Alpha-1 activation constricts blood vessels, reversing the dangerous drop in blood pressure. Beta-2 activation relaxes airway muscles, reopening breathing passages. And through a separate beta-2 pathway on mast cells themselves, epinephrine stabilizes those cells and reduces further release of inflammatory chemicals. No other single drug addresses all three components of anaphylaxis at once, which is why it remains the first-line treatment.
Metabolic Effects: The Energy Surge
Epinephrine also prepares your body to burn fuel quickly. In the liver, it triggers glycogenolysis, the breakdown of stored glycogen into glucose that gets released into the bloodstream. The mechanism follows the same cAMP/PKA pathway: PKA activates an enzyme called glycogen phosphorylase, which chops glucose units off stored glycogen chains.
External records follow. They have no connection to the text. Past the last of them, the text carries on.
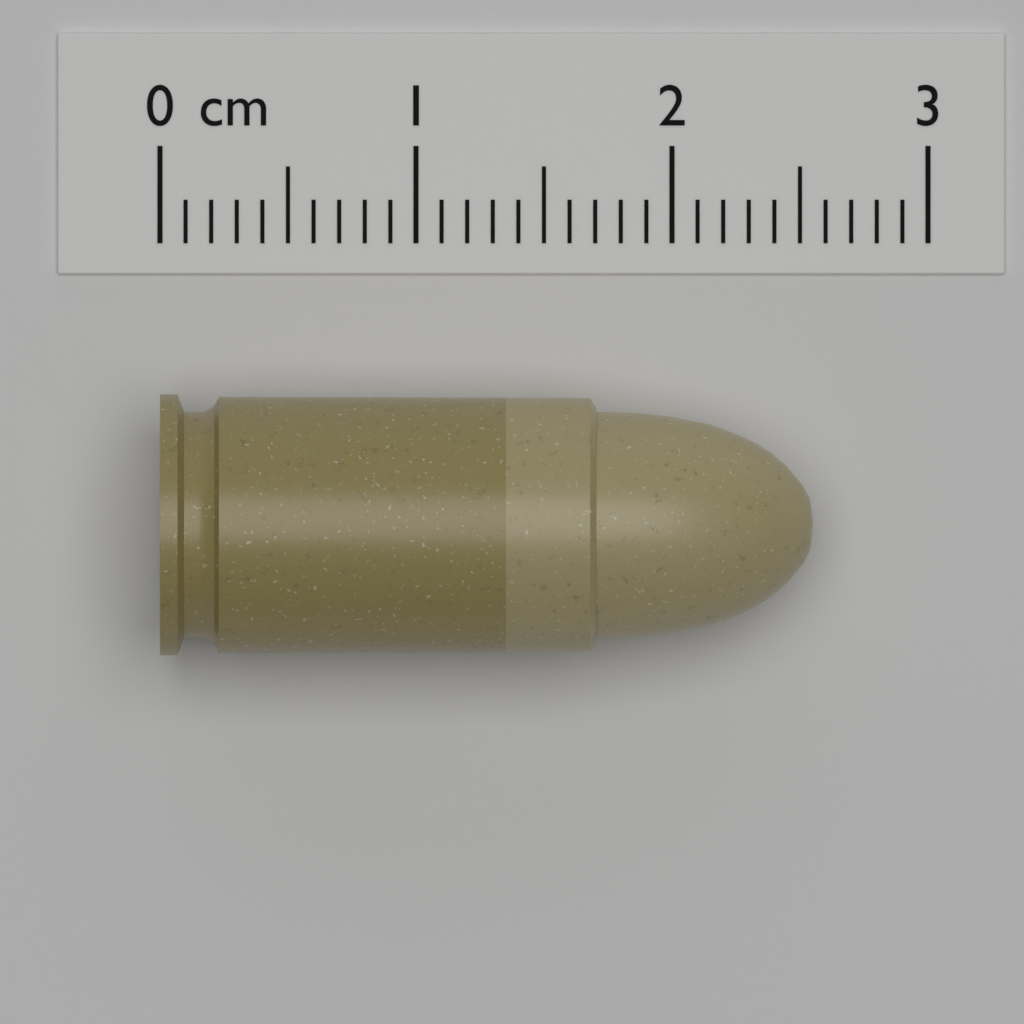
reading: 2.55 cm
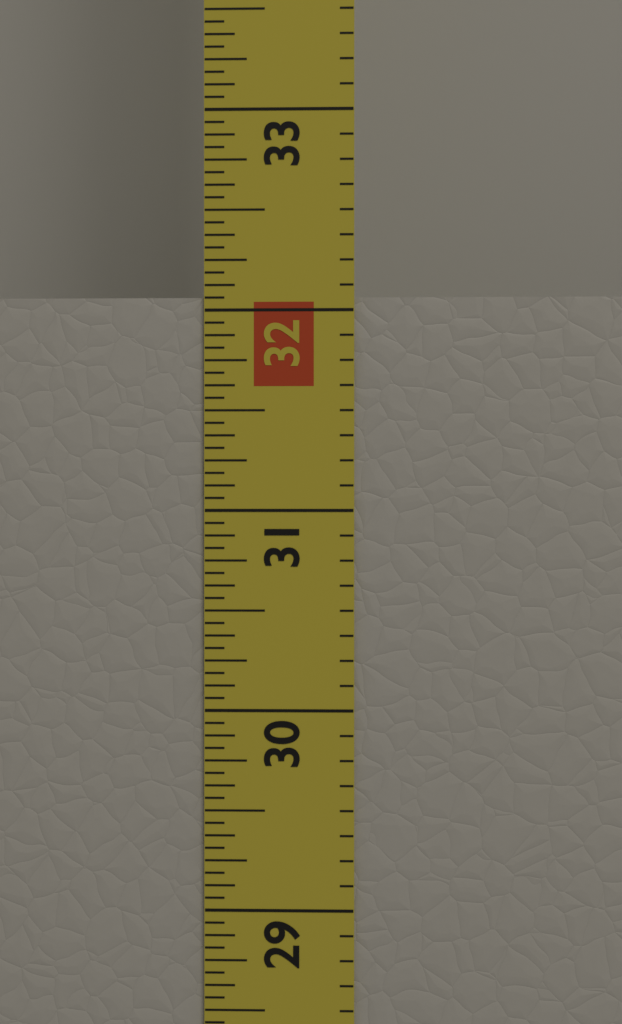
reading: 32.0625 in
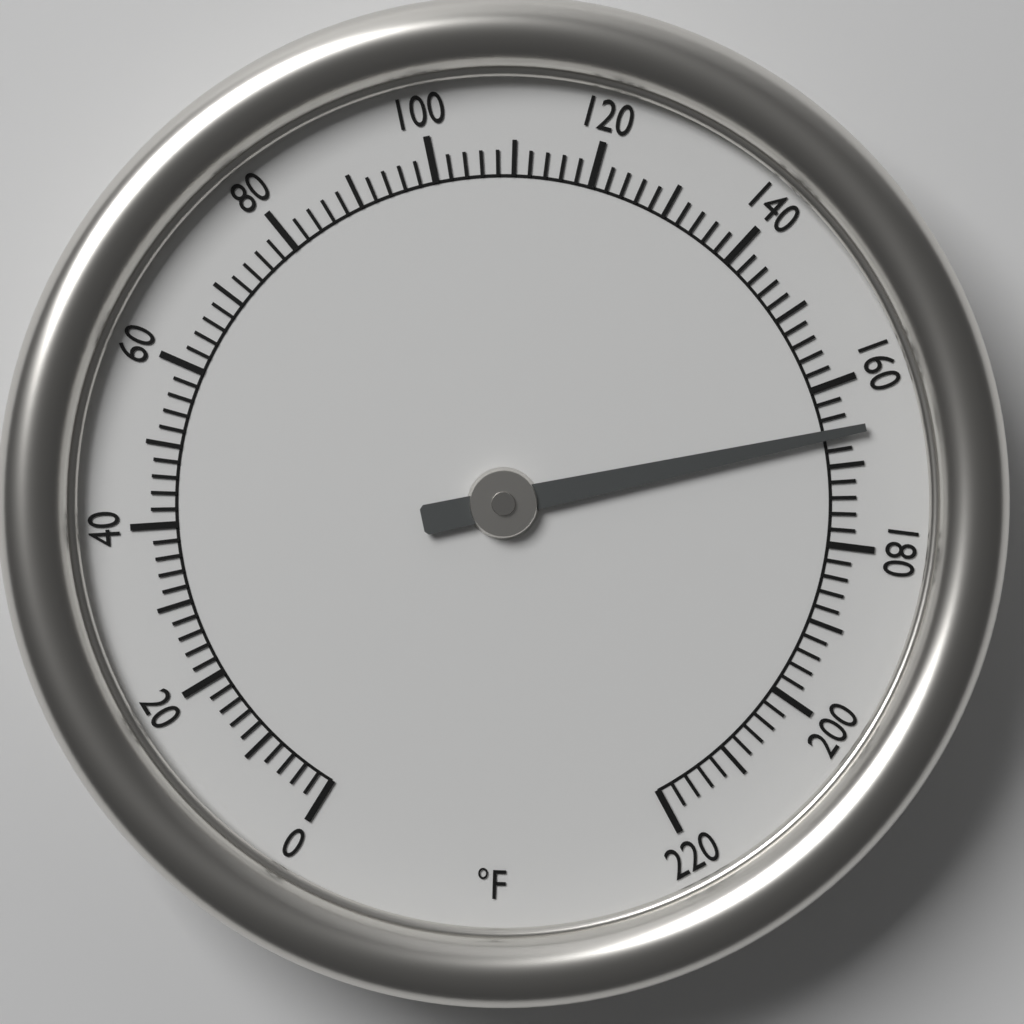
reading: 166 °F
At the same time, epinephrine inhibits the enzyme that builds glycogen, ensuring the process only goes one direction.
This is why blood sugar rises during moments of intense stress or fear, even if you haven’t eaten recently. Your liver is dumping its glucose reserves into circulation to fuel muscles and the brain. Epinephrine also suppresses insulin activity, keeping that glucose available in the bloodstream rather than being pulled back into storage.
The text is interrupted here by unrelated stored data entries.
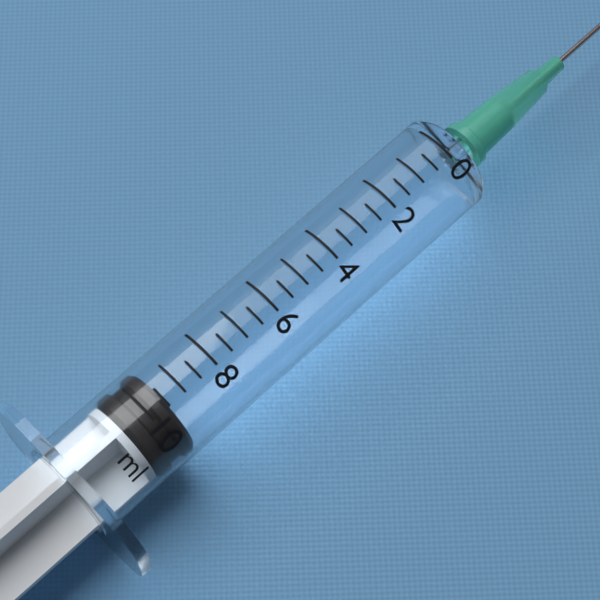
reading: 9.5 ml
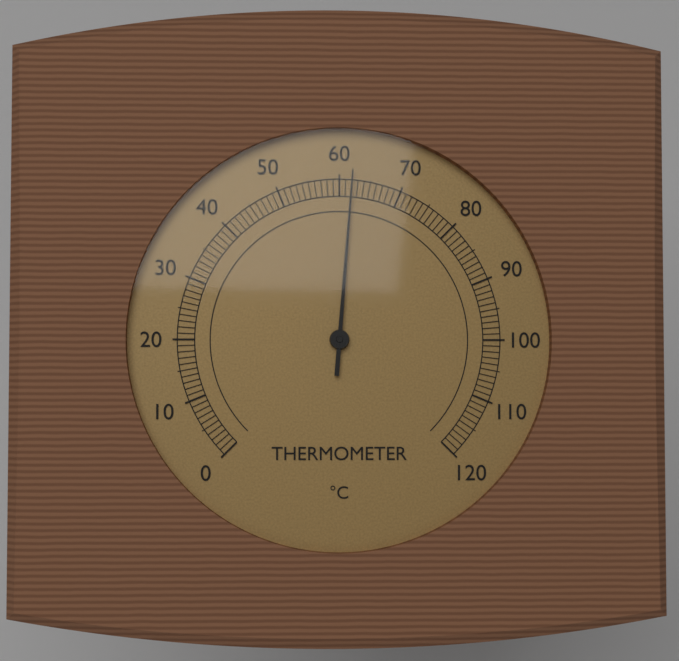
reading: 62 °C
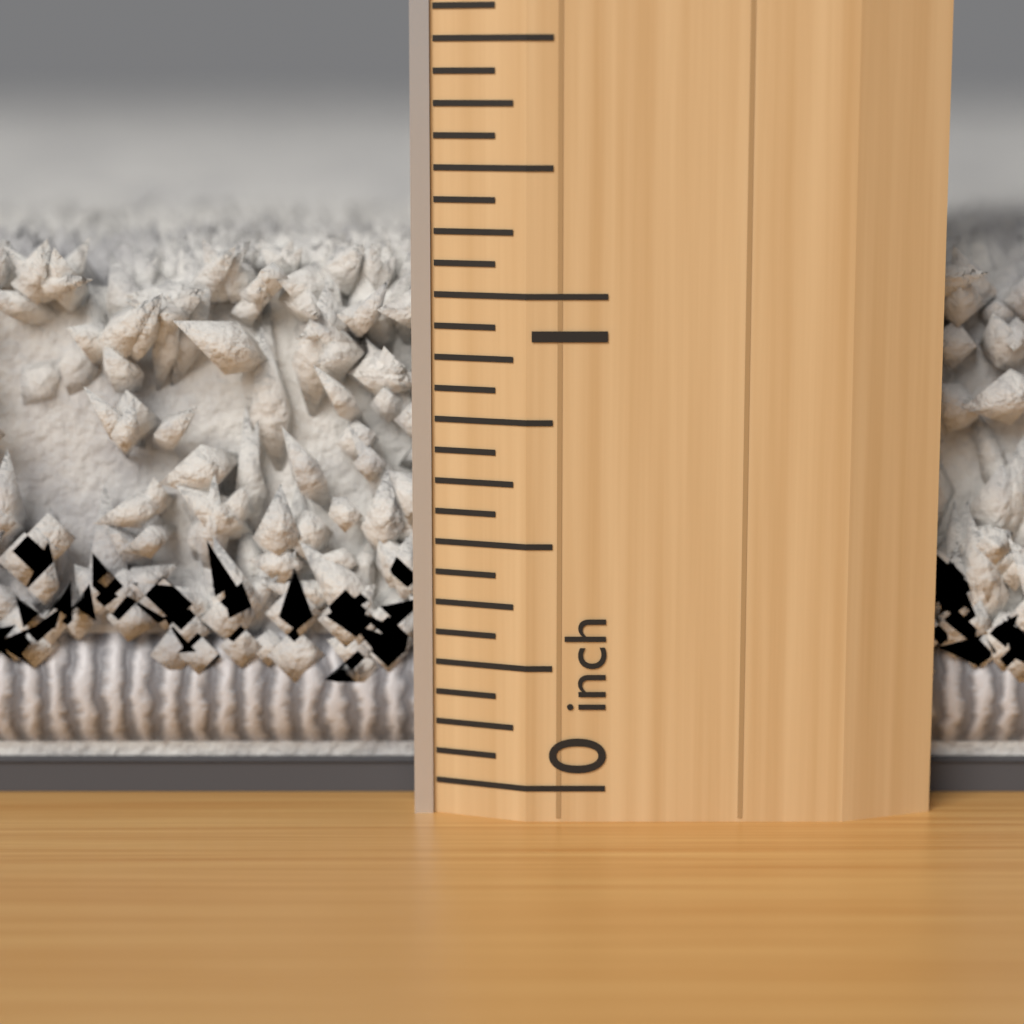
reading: 1.1000 inch
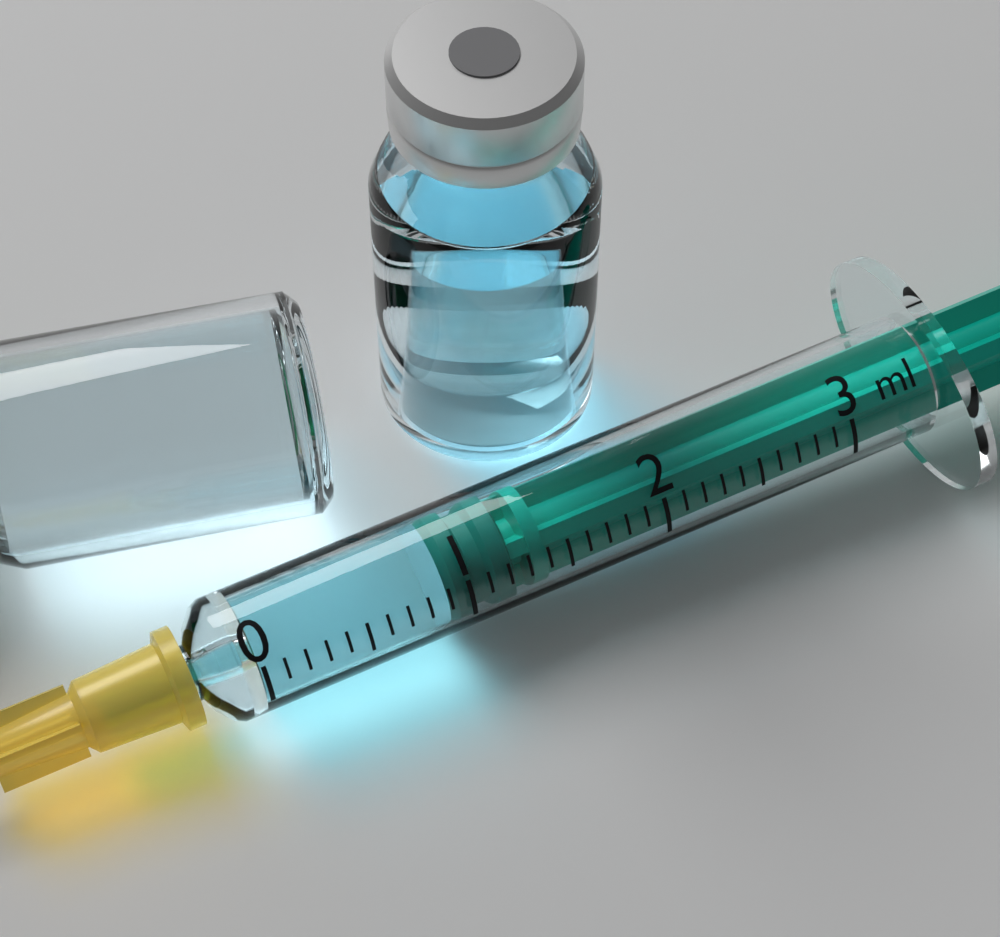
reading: 0.9 ml
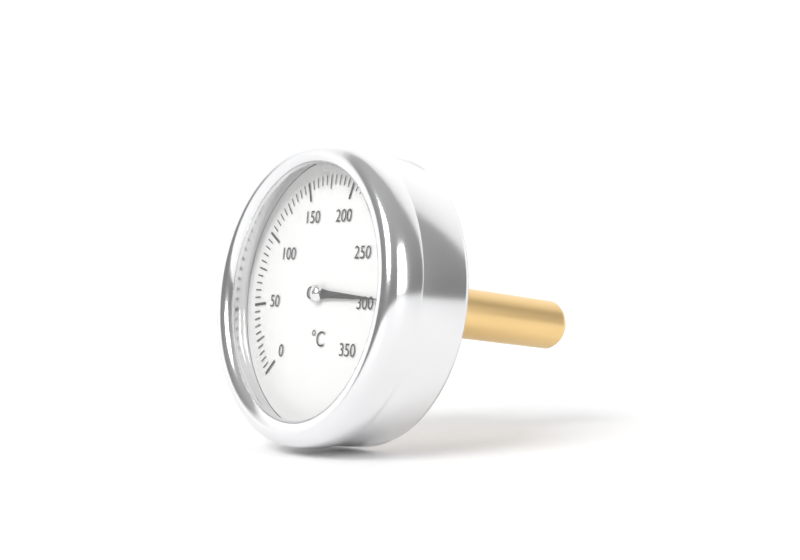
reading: 295 °C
Your Body’s Natural Epinephrine
Your adrenal glands, which sit on top of your kidneys, produce epinephrine naturally. The inner portion of each gland (the medulla) releases epinephrine and its close relative norepinephrine in response to physical and emotional stress. A signal travels from your brain down the sympathetic nervous system to the adrenal medulla, and the glands dump epinephrine directly into your bloodstream within seconds.
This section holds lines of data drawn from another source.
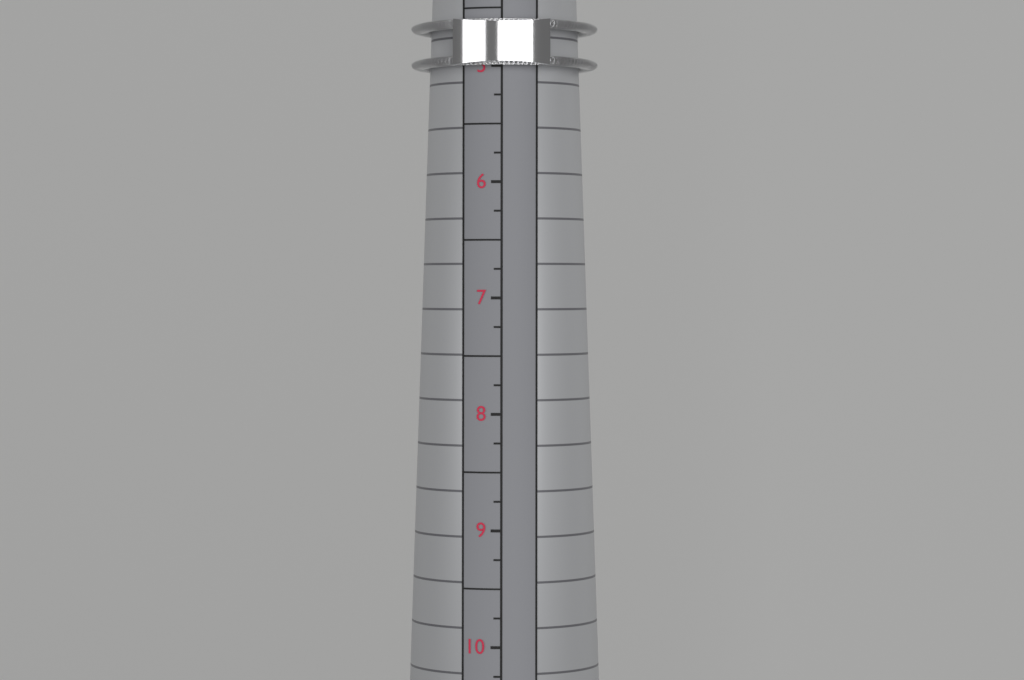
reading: 5.00 (no unit)
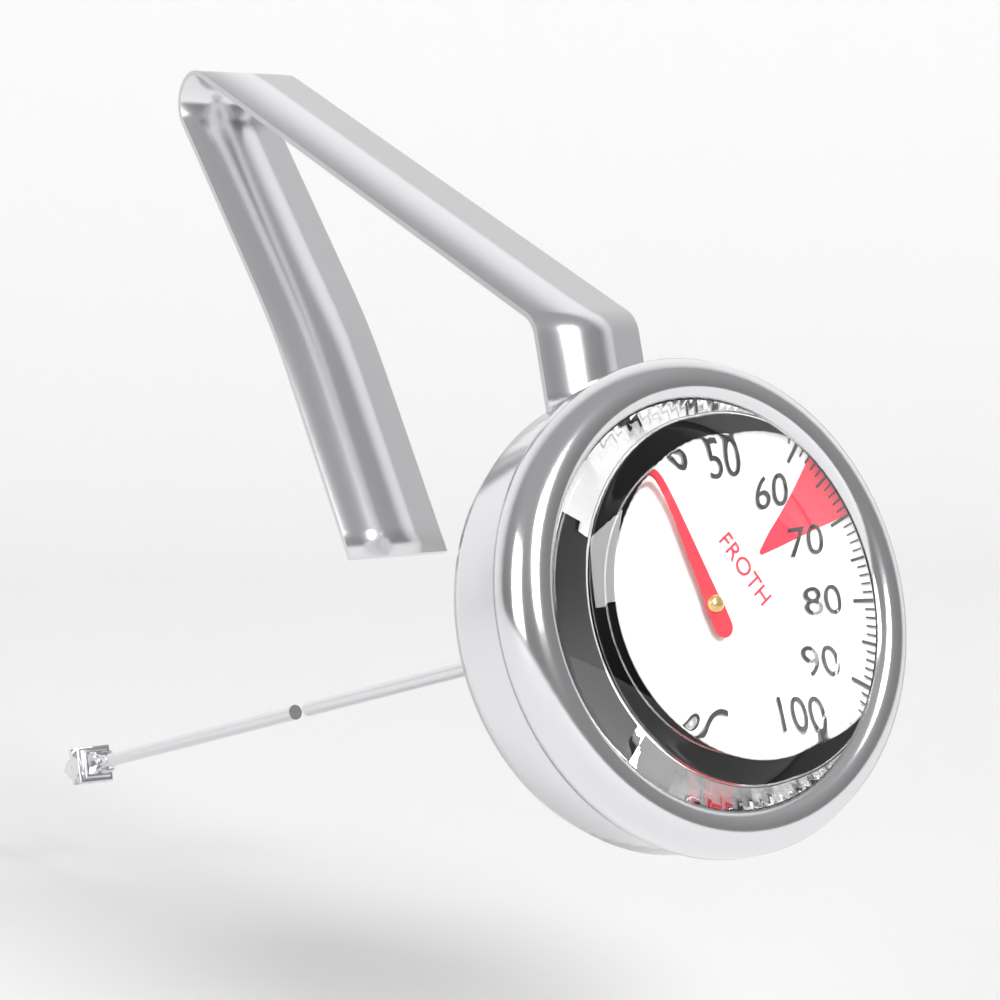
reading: 35 °C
The triggers range from immediate physical danger to exercise, pain, low blood sugar, and emotional stress. This is the “fight or flight” response. The cardiovascular study mentioned above found that the hemodynamic changes from epinephrine infusions occurred at plasma levels commonly achieved during ordinary physical and emotional stress, meaning your body regularly reaches concentrations high enough to meaningfully shift heart function and blood vessel tone.
How Fast It Works and How Long It Lasts
When injected into muscle (the standard route for emergency autoinjectors), epinephrine reaches its first peak concentration in the blood within about 5 minutes. A review of pharmacokinetic studies found that most people show two peaks: an initial one at 5 to 10 minutes and a second at 30 to 50 minutes. The effects begin to fade relatively quickly, which is why a second injection is sometimes needed if symptoms return.
The rapid onset matches the urgency of the conditions it treats. During anaphylaxis or cardiac arrest, minutes matter, and epinephrine’s ability to reach effective blood levels within 5 minutes makes intramuscular injection practical outside of hospital settings.
Common Side Effects
Because epinephrine stimulates so many receptor types across the body, its side effects are widespread. The most common ones are a racing heart, elevated blood pressure, tremors, headache, anxiety, palpitations, sweating, and nausea. These are essentially exaggerated versions of the normal stress response, and for most people they resolve as the drug wears off.
More serious risks include abnormal heart rhythms, chest pain, and in rare cases of overdose, heart muscle damage. Epinephrine also raises blood sugar and can lower potassium levels. These risks are higher in people with preexisting heart conditions or when the drug is given in excessive amounts. In the context of a life-threatening allergic reaction, however, the risk of not giving epinephrine far outweighs the risk of side effects.